Something…something was wrong. She took a deep breath and looked around her. It smelled fine. Nothing out of the ordinary. And the wind on her face was cool and crisp. It was the perfect desert evening.
Expect for the sound. It was silent. Silent as it never was outside. The sage swayed but did not rustle. Her breath she could hear. It was loud in the silence. Almost defining. This was the desert. Her desert. She'd know it with her eyes closed. But the silence…
"I prefer it this way," a deep voice said. "Silent. There's been to much noise in my life. Particularly of late."
The speaker was behind her. Male? Female? It was hard to tell. Rose felt no fear, though. The presence was… utterly familiar. It felt of smooth stone and silence. The hiss of wind over rock. The breath of the desert. The heat of the sun. The complete stillness of place she had only ever felt in one place before. The little canyon of the unnatural echoes. She had ventured into it a few times. But never too deeply. It felt almost as if she were intruding.
On what, though? The question had never occurred to her before. Now she wondered why it hadn't.
"Turn around. I want to see you face to face."
Rose turned. The creature behind her tilted its head. Its face, too, was sexless.
"Hm." It twitched its tale neatly around its paws. "Interesting. You don't look much at all like your namesake."
Rose frowned, tilted her head.
"A rose, dear. Flower. Genus rosa. Generally, at least at the time of your birth, Rosa chinensisor some hybrid thereof. Ornamental flowers cultivated for their color and scent. Surely you know them?"
Rose nodded, hesitantly.
"Ah, but you'll never have seen a real one. Too young for that, I suppose." It sighed. "So much changes. Your people. They're the ones responsible, you know. They started this rockslide. We, my dear, have just been caught under it." The creature peered at her. "You understand?"
She nodded.
"Good." It settled down into a crouch, head erect. "Then I think you'll enjoy this. They're taking you away, you know. Out of the desert. I won't be able to reach you there. And nor for much longer. So listen. This is important.

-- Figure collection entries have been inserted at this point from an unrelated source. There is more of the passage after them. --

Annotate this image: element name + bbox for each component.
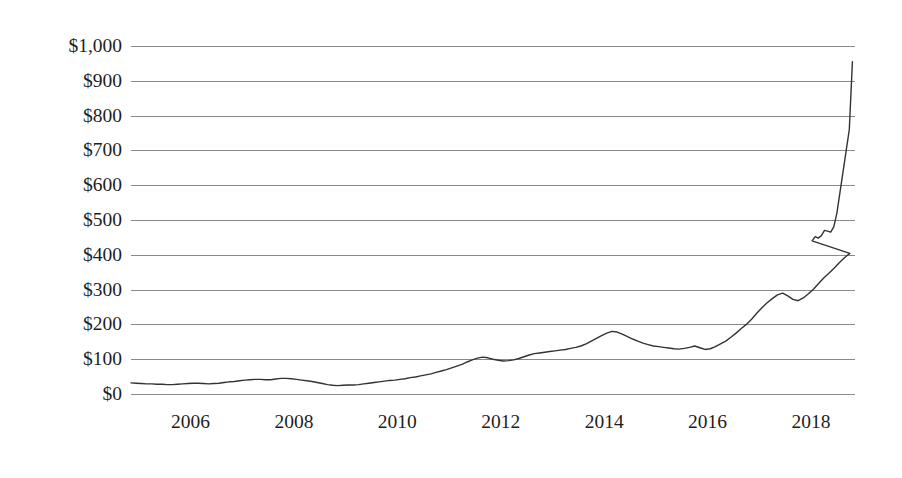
y-tick-label-900: $900 [83, 71, 122, 91]
y-tick-label-1000: $1,000 [68, 36, 122, 56]
x-tick-label-2008: 2008 [254, 412, 334, 432]
x-tick-label-2018: 2018 [771, 412, 851, 432]
y-tick-label-800: $800 [83, 106, 122, 126]
data-series-group [131, 62, 852, 386]
y-tick-label-700: $700 [83, 140, 122, 160]
y-tick-label-300: $300 [83, 280, 122, 300]
y-tick-label-600: $600 [83, 175, 122, 195]
y-tick-label-100: $100 [83, 349, 122, 369]
x-tick-label-2012: 2012 [461, 412, 541, 432]
x-tick-label-2006: 2006 [150, 412, 230, 432]
x-tick-label-2016: 2016 [668, 412, 748, 432]
y-tick-label-500: $500 [83, 210, 122, 230]
y-tick-label-400: $400 [83, 245, 122, 265]
gridline-group [131, 47, 855, 395]
y-tick-label-200: $200 [83, 314, 122, 334]
x-tick-label-2010: 2010 [357, 412, 437, 432]
y-tick-label-0: $0 [103, 384, 123, 404]
line-chart-plot [0, 0, 902, 478]
x-tick-label-2014: 2014 [564, 412, 644, 432]
chart-container: $0$100$200$300$400$500$600$700$800$900$1… [0, 0, 902, 478]
data-line-price [131, 62, 852, 386]
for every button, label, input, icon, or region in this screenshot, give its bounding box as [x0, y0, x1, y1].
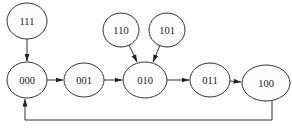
node-001: 001 [64, 63, 104, 97]
node-111: 111 [7, 3, 47, 39]
node-010-label: 010 [137, 75, 153, 86]
node-110-label: 110 [113, 25, 128, 36]
node-000-label: 000 [19, 75, 35, 86]
node-111-label: 111 [20, 16, 35, 27]
node-000: 000 [7, 62, 47, 98]
node-011-label: 011 [202, 75, 217, 86]
node-001-label: 001 [76, 75, 92, 86]
node-011: 011 [190, 63, 230, 97]
node-010: 010 [123, 62, 167, 98]
edge-011-to-100 [230, 81, 241, 82]
node-100-label: 100 [258, 78, 274, 89]
node-100: 100 [242, 65, 290, 101]
edge-101-to-010 [153, 45, 160, 62]
edge-100-to-000-feedback [25, 99, 272, 120]
node-101: 101 [149, 13, 185, 47]
node-110: 110 [103, 13, 139, 47]
node-101-label: 101 [159, 25, 175, 36]
edge-110-to-010 [129, 45, 137, 62]
state-diagram: 111 000 001 110 101 010 011 100 [0, 0, 292, 130]
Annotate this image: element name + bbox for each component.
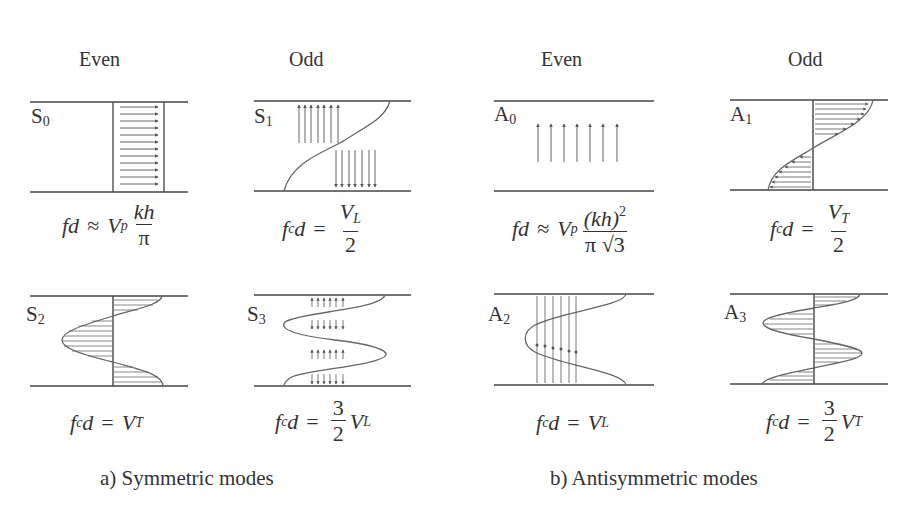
mode-label-A1: A1	[730, 102, 752, 128]
plate-A3	[730, 294, 888, 384]
formula-A3: fcd = 32 VT	[766, 396, 862, 447]
formula-S1: fcd = VL2	[282, 200, 367, 258]
plate-S3	[254, 295, 411, 386]
plate-A1	[730, 100, 888, 190]
caption-symmetric-modes: a) Symmetric modes	[100, 466, 274, 491]
A3-profile	[762, 294, 862, 384]
S0-profile	[113, 102, 164, 192]
plate-S1	[254, 101, 411, 191]
A1-profile	[768, 100, 873, 190]
mode-label-S2: S2	[26, 302, 45, 328]
formula-A2: fcd = VL	[536, 410, 609, 436]
S3-profile	[284, 295, 386, 386]
plate-A2	[494, 294, 654, 385]
A0-profile	[538, 124, 617, 162]
formula-S3: fcd = 32 VL	[275, 396, 371, 447]
formula-S2: fcd = VT	[70, 410, 143, 436]
mode-label-S0: S0	[31, 104, 50, 130]
mode-label-A0: A0	[494, 102, 516, 128]
mode-label-S1: S1	[254, 104, 273, 130]
S1-profile	[284, 101, 390, 191]
formula-S0: fd ≈ Vp khπ	[62, 200, 160, 251]
S2-profile	[62, 296, 163, 386]
formula-A0: fd ≈ Vp (kh)2π √3	[512, 200, 632, 258]
plate-A0	[494, 101, 654, 191]
A2-profile	[525, 294, 626, 385]
caption-antisymmetric-modes: b) Antisymmetric modes	[550, 466, 758, 491]
formula-A1: fcd = VT2	[770, 200, 855, 258]
mode-label-A3: A3	[724, 300, 746, 326]
mode-label-A2: A2	[488, 302, 510, 328]
mode-label-S3: S3	[247, 302, 266, 328]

"They are going to train you. The express purpose of your training will be in killing me. They believe, mistakenly I might add, that whoever kills me will gain my powers. They are fools. You will take what they teach you and learn it. It will come in useful for you later on. But do not share anything with them. Tell them nothing of what you dream or feel. In fact, it would probably be best if you told them nothing at all.
"When the time comes, they will bring you back here. For their own ends, or so they will imagine.
"When that time comes, I will tell you what to do. If you follow my directions exactly I will grant the greatest boon I can give to any mortal. A boon many would give their lives for. Do you understand?"
Rose nodded, slowly. She understood. But that didn’t mean she'd comply. With either of them. She'd take what they offered, sure, and decide for herself.
"Ah, Rose." The creature smiled gently. "We are two of a kind, you and I. Born of the desert, yes? Alive with it. With full knowledge of its power and beauty and slow, ticking complexity. Aren't we? And, of course, its secrets. I dare say I know a few more than you, but then, I've been around longer. They? Those blind ones don’t see the rattle snake until they've already stepped on it. And we, my dear, will be rattle snakes." The creature looked up suddenly, twitching an ear. "Hm. I must let you go back. You're getting too far away. Remember Rose. Don't tell them anything. If they can't see it, then they shouldn't. I'll see you soon."
She woke, again, to the insect clattering. The shifting was greater now. And she was at an angle. And cold. Very cold. And dark.
Shivering, Rose sat up gently. Her ribs didn't hurt. Nothing did. It felt as if she'd been swaddled in cotton wool. She let her breath out slowly and it formed smoke in the air in front of her.